ARNHOLM: What about you? Do you like your stepmother?
BOLETTE: It’s different in my case – she’s not so much older than me.
ARNHOLM: Perhaps you’ll be the one to leave home.
BOLETTE: Oh…you spoke to Father!
ARNHOLM: Yes, I did. Bolette, he has a lot on his mind.
BOLETTE: You see? I told you.
ARNHOLM: I’m afraid he made it clear that he wasn’t able to help. I’m sorry.
BOLETTE: So you’re just standing there teasing me.
ARNHOLM: Teasing?
BOLETTE: About leaving?
ARNHOLM: No. Not at all. Whether you stay…or go out into the world, learn, do all the things you’ve wanted to do…it’s for you to decide, Bolette.

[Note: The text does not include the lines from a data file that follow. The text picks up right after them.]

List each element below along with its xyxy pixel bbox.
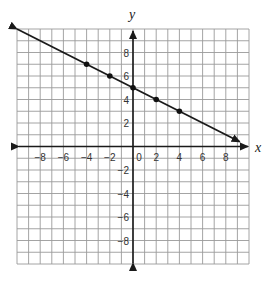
data-point — [153, 97, 159, 103]
x-tick-label: 2 — [153, 152, 159, 163]
y-axis-label: y — [127, 7, 136, 22]
y-tick-label: 2 — [123, 118, 129, 129]
x-tick-label: −8 — [34, 152, 46, 163]
data-point — [130, 85, 136, 91]
y-tick-label: −4 — [118, 189, 130, 200]
data-point — [177, 108, 183, 114]
x-tick-label: −2 — [104, 152, 116, 163]
y-tick-label: 6 — [123, 71, 129, 82]
x-tick-label: 6 — [200, 152, 206, 163]
y-tick-label: 4 — [123, 95, 129, 106]
y-tick-label: −2 — [118, 165, 130, 176]
y-tick-label: −8 — [118, 236, 130, 247]
x-tick-label: −6 — [58, 152, 70, 163]
x-tick-label: −4 — [81, 152, 93, 163]
y-tick-label: −6 — [118, 212, 130, 223]
x-tick-label: 0 — [136, 152, 142, 163]
data-point — [84, 61, 90, 67]
x-axis-label: x — [254, 140, 262, 155]
y-tick-label: 8 — [123, 48, 129, 59]
data-point — [107, 73, 113, 79]
coordinate-plane-chart: −8−6−4−2024688642−2−4−6−8 x y — [0, 0, 274, 286]
x-tick-label: 4 — [177, 152, 183, 163]
axes — [19, 31, 248, 263]
x-tick-label: 8 — [223, 152, 229, 163]
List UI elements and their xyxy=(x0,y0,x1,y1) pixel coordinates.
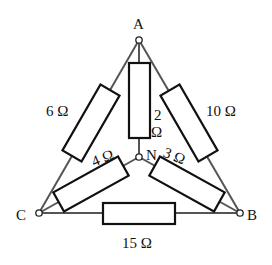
node-label-a: A xyxy=(133,16,144,32)
node-n xyxy=(136,154,142,160)
node-label-c: C xyxy=(16,207,26,223)
circuit-diagram: A N C B 6 Ω 10 Ω 2 Ω 4 Ω 3 Ω 15 Ω xyxy=(0,0,272,265)
node-a xyxy=(136,37,142,43)
node-label-n: N xyxy=(146,147,157,163)
resistor-label-10ohm: 10 Ω xyxy=(206,103,236,119)
node-c xyxy=(36,210,42,216)
resistor-label-2ohm-value: 2 xyxy=(154,107,162,123)
resistor-an xyxy=(129,63,150,138)
resistor-cb xyxy=(103,203,175,224)
resistor-label-2ohm-unit: Ω xyxy=(151,124,162,140)
node-label-b: B xyxy=(247,207,257,223)
resistor-label-15ohm: 15 Ω xyxy=(122,235,152,251)
resistor-label-6ohm: 6 Ω xyxy=(46,103,68,119)
node-b xyxy=(237,210,243,216)
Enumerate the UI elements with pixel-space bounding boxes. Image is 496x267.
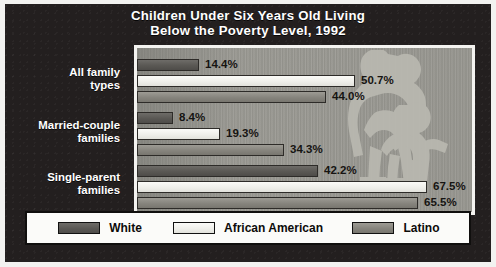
bar-row: 44.0%: [137, 91, 472, 103]
bar-group-single-parent-families: 42.2% 67.5% 65.5%: [137, 165, 472, 212]
bar-value-label: 42.2%: [324, 164, 357, 177]
bar-row: 65.5%: [137, 197, 472, 209]
plot-frame: 14.4% 50.7% 44.0% 8.4%: [134, 45, 475, 215]
bar-latino: [137, 197, 418, 209]
bar-value-label: 44.0%: [332, 90, 365, 103]
bar-value-label: 19.3%: [226, 127, 259, 140]
legend-item-african-american: African American: [173, 221, 323, 235]
bar-group-married-couple-families: 8.4% 19.3% 34.3%: [137, 112, 472, 160]
bar-value-label: 50.7%: [361, 74, 394, 87]
bar-latino: [137, 144, 284, 156]
category-label-line-1: All family: [5, 66, 120, 79]
category-label-line-2: families: [5, 184, 120, 197]
chart-legend: White African American Latino: [25, 211, 471, 245]
bar-group-all-family-types: 14.4% 50.7% 44.0%: [137, 59, 472, 107]
chart-panel: Children Under Six Years Old Living Belo…: [5, 4, 491, 262]
legend-label: African American: [224, 221, 323, 235]
bar-row: 8.4%: [137, 112, 472, 124]
plot-area: 14.4% 50.7% 44.0% 8.4%: [137, 48, 472, 212]
bar-value-label: 8.4%: [179, 111, 205, 124]
category-label-line-2: types: [5, 79, 120, 92]
chart-title-line-1: Children Under Six Years Old Living: [5, 9, 491, 24]
bar-value-label: 67.5%: [433, 180, 466, 193]
category-label-line-1: Married-couple: [5, 119, 120, 132]
chart-title-line-2: Below the Poverty Level, 1992: [5, 24, 491, 39]
category-label-married-couple-families: Married-couple families: [5, 119, 120, 144]
legend-swatch-latino: [352, 222, 394, 234]
legend-item-latino: Latino: [323, 221, 469, 235]
legend-label: White: [109, 221, 142, 235]
bar-african-american: [137, 128, 220, 140]
bar-row: 67.5%: [137, 181, 472, 193]
legend-swatch-white: [58, 222, 100, 234]
bar-value-label: 65.5%: [424, 196, 457, 209]
bar-row: 19.3%: [137, 128, 472, 140]
bar-white: [137, 59, 199, 71]
bar-latino: [137, 91, 326, 103]
bar-value-label: 34.3%: [290, 143, 323, 156]
category-label-line-2: families: [5, 132, 120, 145]
bar-african-american: [137, 181, 427, 193]
category-label-single-parent-families: Single-parent families: [5, 171, 120, 196]
category-label-all-family-types: All family types: [5, 66, 120, 91]
legend-swatch-african-american: [173, 222, 215, 234]
bar-value-label: 14.4%: [205, 58, 238, 71]
chart-figure: Children Under Six Years Old Living Belo…: [0, 0, 496, 267]
legend-label: Latino: [403, 221, 439, 235]
bar-row: 50.7%: [137, 75, 472, 87]
legend-item-white: White: [27, 221, 173, 235]
bar-row: 42.2%: [137, 165, 472, 177]
bar-white: [137, 165, 318, 177]
bar-african-american: [137, 75, 355, 87]
bar-row: 14.4%: [137, 59, 472, 71]
bar-row: 34.3%: [137, 144, 472, 156]
bar-white: [137, 112, 173, 124]
category-label-line-1: Single-parent: [5, 171, 120, 184]
chart-title: Children Under Six Years Old Living Belo…: [5, 9, 491, 38]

BOLETTE: How can I if there’s no money?
ARNHOLM: Would you accept help? From your old teacher?
BOLETTE: You? Really? You’d help me?
ARNHOLM: Glad to. What do you say?
BOLETTE: Help me to live my own life? But I couldn’t accept, not from a stranger.
ARNHOLM: Not from a stranger, Bolette. From me.
BOLETTE: Of course. (Takes his hands.) Oh, I want to laugh and cry, all at once!
ARNHOLM: After all, you’ve no ties, there’s nothing to keep you here.
BOLETTE: Nothing at all…well there’s Father…Hilde…
ARNHOLM: You’ll have to leave him one day. And as for Hilde…she’ll want her own life too.
BOLETTE: Yes. I can go whenever I want.
ARNHOLM: Then you shall come away with me. Are you prepared to put yourself into my trust?
BOLETTE: Of course! – you’re my teacher, my dear old teacher!
ARNHOLM: Well, that’s in the past. What I’m saying – what I’m asking you now is…will you join yourself to me? Share my life?
BOLETTE: (Shrinks back.) What do you mean?
ARNHOLM: Bolette, I am asking you to be my wife.
BOLETTE: But you couldn’t – no – it’s not possible.
ARNHOLM: Is it really so out of the question?
BOLETTE: Is this what you meant when you offered to help me?
ARNHOLM: I’m sorry. I’ve taken you by surprise. Of course you didn’t realise that I’m here because of you.